In Delhi’s Urdu-medium schools, learning, shadowed by neglect Premium
The Hindu
Explore the challenges faced by MCD-run Urdu-medium primary schools in Delhi, highlighting neglect and declining student enrolment.
On a fog-laden Delhi morning, the staff of a Municipal Corporation of Delhi (MCD) school begins lining up students for assembly. The primary school is tucked into the by-lanes of Old Delhi, the Capital’s walled city. With more than 100 children, the open space is so small that when they’re asked to stretch their arms out, they get in each other’s way. Run out of a haveli abandoned during Partition, this Urdu-medium school is attended by children who live in the congested lanes around. This school, like many others, was started in the 1960s.
Soon after assembly, conducted in Hindi, students from nursery to class 2 are ushered into a classroom. Three empty classrooms remain locked. Children from classes 3 to 5 take their places on benches in three rows in the arched hallway outside the classroom, facing a blackboard. Some run around. Others chat, distracted by the noise spilling out from the classroom next door. The school has an enrolment of 120 students, 90 boys and 30 girls.
Armaan (name changed to protect privacy), hired as a teacher for children with special needs (CWSN), is conducting classes for the whole school through the day. The only other teacher is out on administrative work. There are only two CWSN students in the school, but Armaan moves between the hallway and the classroom, assigning work to different groups. He chooses a chapter on ‘family’.
“On days like this, or on days when attendance is good, I choose a lesson everyone can follow,” he says. “The senior students have studied it before, but they revise.” After assigning the lesson on the board, he steps into the classroom to help younger students form letters in their books. He comes back to the hallway and calls out roll numbers, to mark attendance.
Scenes like this play out daily across MCD-run Urdu-medium primary schools, which serve as the first point of formal education for children in several densely populated neighbourhoods of Old Delhi, Shahdara, and parts of Central Delhi. Of the 1,185 primary schools run by the civic body across the Capital, 40 have Urdu as their medium of instruction, meaning Science, Maths, and Social Studies, are taught in the language.
Together, MCD schools cater to over 6.4 lakh children, ages 3 to 11, as per MCD data. Out of these, more than 15,000 children, along with 275 children with special needs, are enrolled in Urdu-medium primary schools. These schools follow National Council of Educational Research and Training (NCERT) framework, and are neither Madrasas nor minority schools.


Send back the records exactly as written, with no images.

Given information below:

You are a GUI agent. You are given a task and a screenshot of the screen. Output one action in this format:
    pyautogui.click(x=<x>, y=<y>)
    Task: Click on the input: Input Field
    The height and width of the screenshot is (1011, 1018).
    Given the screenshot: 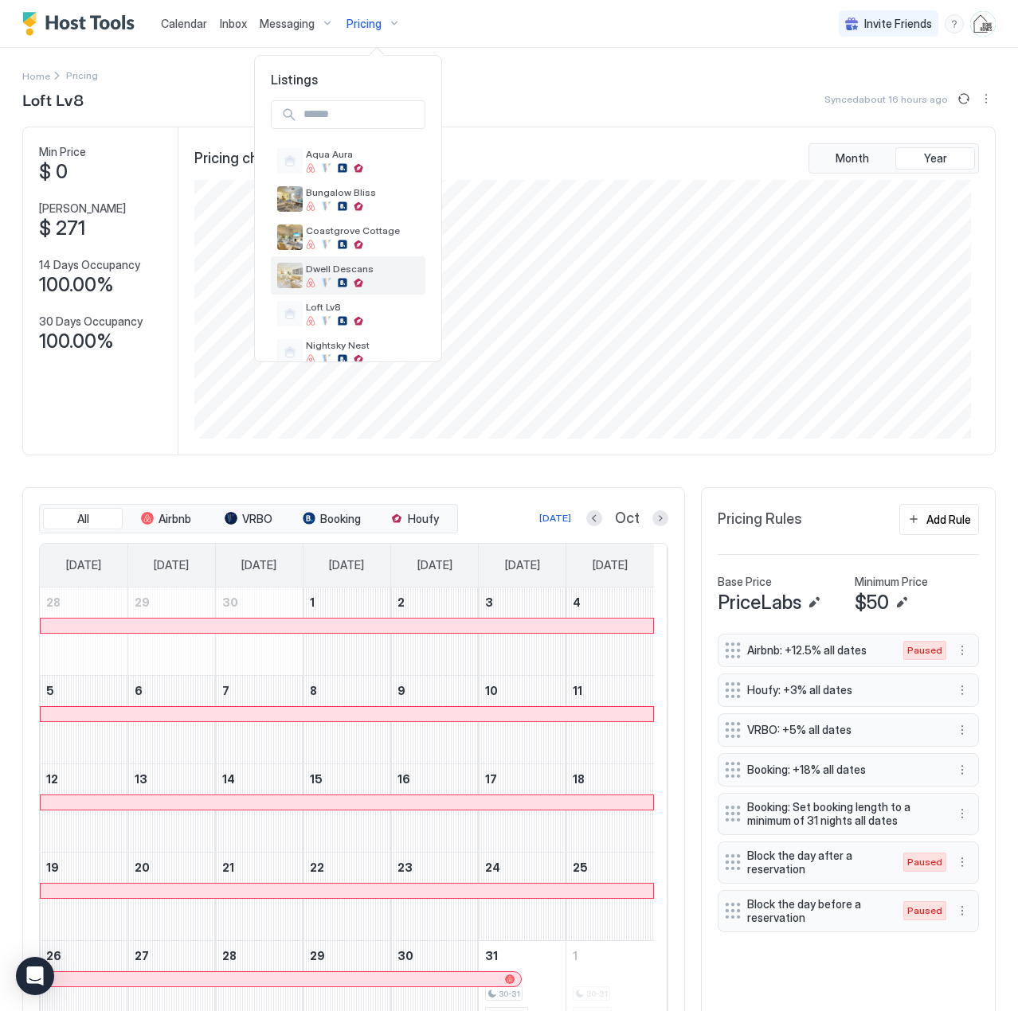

End of Given information.

**Solution to this task:**
You are a GUI agent. You are given a task and a screenshot of the screen. Output one action in this format:
    pyautogui.click(x=<x>, y=<y>)
    Task: Click on the input: Input Field
    The height and width of the screenshot is (1011, 1018).
    Given the screenshot: 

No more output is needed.